**Required work:** Your answer should be the entries, repeated exactly.

· · · · ·

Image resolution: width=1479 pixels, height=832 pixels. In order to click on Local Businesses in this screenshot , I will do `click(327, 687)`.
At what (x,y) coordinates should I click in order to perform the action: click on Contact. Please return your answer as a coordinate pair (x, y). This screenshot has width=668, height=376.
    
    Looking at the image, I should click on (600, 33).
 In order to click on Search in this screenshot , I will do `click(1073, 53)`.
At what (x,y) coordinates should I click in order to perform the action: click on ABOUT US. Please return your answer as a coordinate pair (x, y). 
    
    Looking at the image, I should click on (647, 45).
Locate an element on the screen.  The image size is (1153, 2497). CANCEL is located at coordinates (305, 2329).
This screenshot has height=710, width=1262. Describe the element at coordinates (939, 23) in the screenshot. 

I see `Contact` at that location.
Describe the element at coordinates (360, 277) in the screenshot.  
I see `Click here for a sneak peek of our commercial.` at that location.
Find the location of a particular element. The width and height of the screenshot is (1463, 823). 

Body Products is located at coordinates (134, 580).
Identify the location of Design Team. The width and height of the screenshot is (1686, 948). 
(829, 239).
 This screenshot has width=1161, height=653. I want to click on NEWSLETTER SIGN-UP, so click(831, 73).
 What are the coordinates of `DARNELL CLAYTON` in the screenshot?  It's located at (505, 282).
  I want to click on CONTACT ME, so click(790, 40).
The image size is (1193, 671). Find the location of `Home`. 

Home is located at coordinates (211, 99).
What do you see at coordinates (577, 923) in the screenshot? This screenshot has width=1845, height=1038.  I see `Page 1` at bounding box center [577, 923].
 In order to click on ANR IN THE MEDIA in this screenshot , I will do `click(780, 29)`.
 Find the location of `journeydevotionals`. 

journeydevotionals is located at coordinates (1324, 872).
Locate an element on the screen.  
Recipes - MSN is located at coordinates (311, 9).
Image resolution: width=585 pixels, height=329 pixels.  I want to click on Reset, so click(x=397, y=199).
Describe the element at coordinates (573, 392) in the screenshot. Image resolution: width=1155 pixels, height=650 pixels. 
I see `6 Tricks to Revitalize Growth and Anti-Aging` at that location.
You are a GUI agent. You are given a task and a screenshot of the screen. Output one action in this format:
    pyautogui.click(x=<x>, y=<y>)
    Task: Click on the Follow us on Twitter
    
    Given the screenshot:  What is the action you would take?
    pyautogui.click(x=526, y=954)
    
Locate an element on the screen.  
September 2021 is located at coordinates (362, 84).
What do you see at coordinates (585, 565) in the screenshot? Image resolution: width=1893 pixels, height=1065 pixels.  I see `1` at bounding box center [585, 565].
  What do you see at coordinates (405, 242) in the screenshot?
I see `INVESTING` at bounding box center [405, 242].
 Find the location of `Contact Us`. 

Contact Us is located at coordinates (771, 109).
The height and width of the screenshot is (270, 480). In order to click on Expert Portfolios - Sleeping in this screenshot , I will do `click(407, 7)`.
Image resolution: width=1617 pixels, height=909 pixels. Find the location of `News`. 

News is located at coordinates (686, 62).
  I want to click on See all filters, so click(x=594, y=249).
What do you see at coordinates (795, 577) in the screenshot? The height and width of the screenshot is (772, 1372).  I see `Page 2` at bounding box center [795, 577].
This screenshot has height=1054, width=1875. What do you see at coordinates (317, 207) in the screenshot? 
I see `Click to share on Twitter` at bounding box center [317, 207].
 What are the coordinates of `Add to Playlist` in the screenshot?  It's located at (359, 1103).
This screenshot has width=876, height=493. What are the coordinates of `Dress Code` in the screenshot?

· · · · ·

**The answer:**
Image resolution: width=1479 pixels, height=832 pixels. In order to click on Local Businesses in this screenshot , I will do `click(327, 687)`.
At what (x,y) coordinates should I click in order to perform the action: click on Contact. Please return your answer as a coordinate pair (x, y). This screenshot has width=668, height=376.
    
    Looking at the image, I should click on (600, 33).
 In order to click on Search in this screenshot , I will do `click(1073, 53)`.
At what (x,y) coordinates should I click in order to perform the action: click on ABOUT US. Please return your answer as a coordinate pair (x, y). 
    
    Looking at the image, I should click on (647, 45).
Locate an element on the screen.  The image size is (1153, 2497). CANCEL is located at coordinates (305, 2329).
This screenshot has height=710, width=1262. Describe the element at coordinates (939, 23) in the screenshot. 

I see `Contact` at that location.
Describe the element at coordinates (360, 277) in the screenshot.  
I see `Click here for a sneak peek of our commercial.` at that location.
Find the location of a particular element. The width and height of the screenshot is (1463, 823). 

Body Products is located at coordinates (134, 580).
Identify the location of Design Team. The width and height of the screenshot is (1686, 948). 
(829, 239).
 This screenshot has width=1161, height=653. I want to click on NEWSLETTER SIGN-UP, so click(831, 73).
 What are the coordinates of `DARNELL CLAYTON` in the screenshot?  It's located at (505, 282).
  I want to click on CONTACT ME, so click(790, 40).
The image size is (1193, 671). Find the location of `Home`. 

Home is located at coordinates (211, 99).
What do you see at coordinates (577, 923) in the screenshot? This screenshot has width=1845, height=1038.  I see `Page 1` at bounding box center [577, 923].
 In order to click on ANR IN THE MEDIA in this screenshot , I will do `click(780, 29)`.
 Find the location of `journeydevotionals`. 

journeydevotionals is located at coordinates (1324, 872).
Locate an element on the screen.  
Recipes - MSN is located at coordinates (311, 9).
Image resolution: width=585 pixels, height=329 pixels.  I want to click on Reset, so click(x=397, y=199).
Describe the element at coordinates (573, 392) in the screenshot. Image resolution: width=1155 pixels, height=650 pixels. 
I see `6 Tricks to Revitalize Growth and Anti-Aging` at that location.
You are a GUI agent. You are given a task and a screenshot of the screen. Output one action in this format:
    pyautogui.click(x=<x>, y=<y>)
    Task: Click on the Follow us on Twitter
    
    Given the screenshot:  What is the action you would take?
    pyautogui.click(x=526, y=954)
    
Locate an element on the screen.  
September 2021 is located at coordinates (362, 84).
What do you see at coordinates (585, 565) in the screenshot? Image resolution: width=1893 pixels, height=1065 pixels.  I see `1` at bounding box center [585, 565].
  What do you see at coordinates (405, 242) in the screenshot?
I see `INVESTING` at bounding box center [405, 242].
 Find the location of `Contact Us`. 

Contact Us is located at coordinates (771, 109).
The height and width of the screenshot is (270, 480). In order to click on Expert Portfolios - Sleeping in this screenshot , I will do `click(407, 7)`.
Image resolution: width=1617 pixels, height=909 pixels. Find the location of `News`. 

News is located at coordinates (686, 62).
  I want to click on See all filters, so click(x=594, y=249).
What do you see at coordinates (795, 577) in the screenshot? The height and width of the screenshot is (772, 1372).  I see `Page 2` at bounding box center [795, 577].
This screenshot has height=1054, width=1875. What do you see at coordinates (317, 207) in the screenshot? 
I see `Click to share on Twitter` at bounding box center [317, 207].
 What are the coordinates of `Add to Playlist` in the screenshot?  It's located at (359, 1103).
This screenshot has width=876, height=493. What are the coordinates of `Dress Code` in the screenshot?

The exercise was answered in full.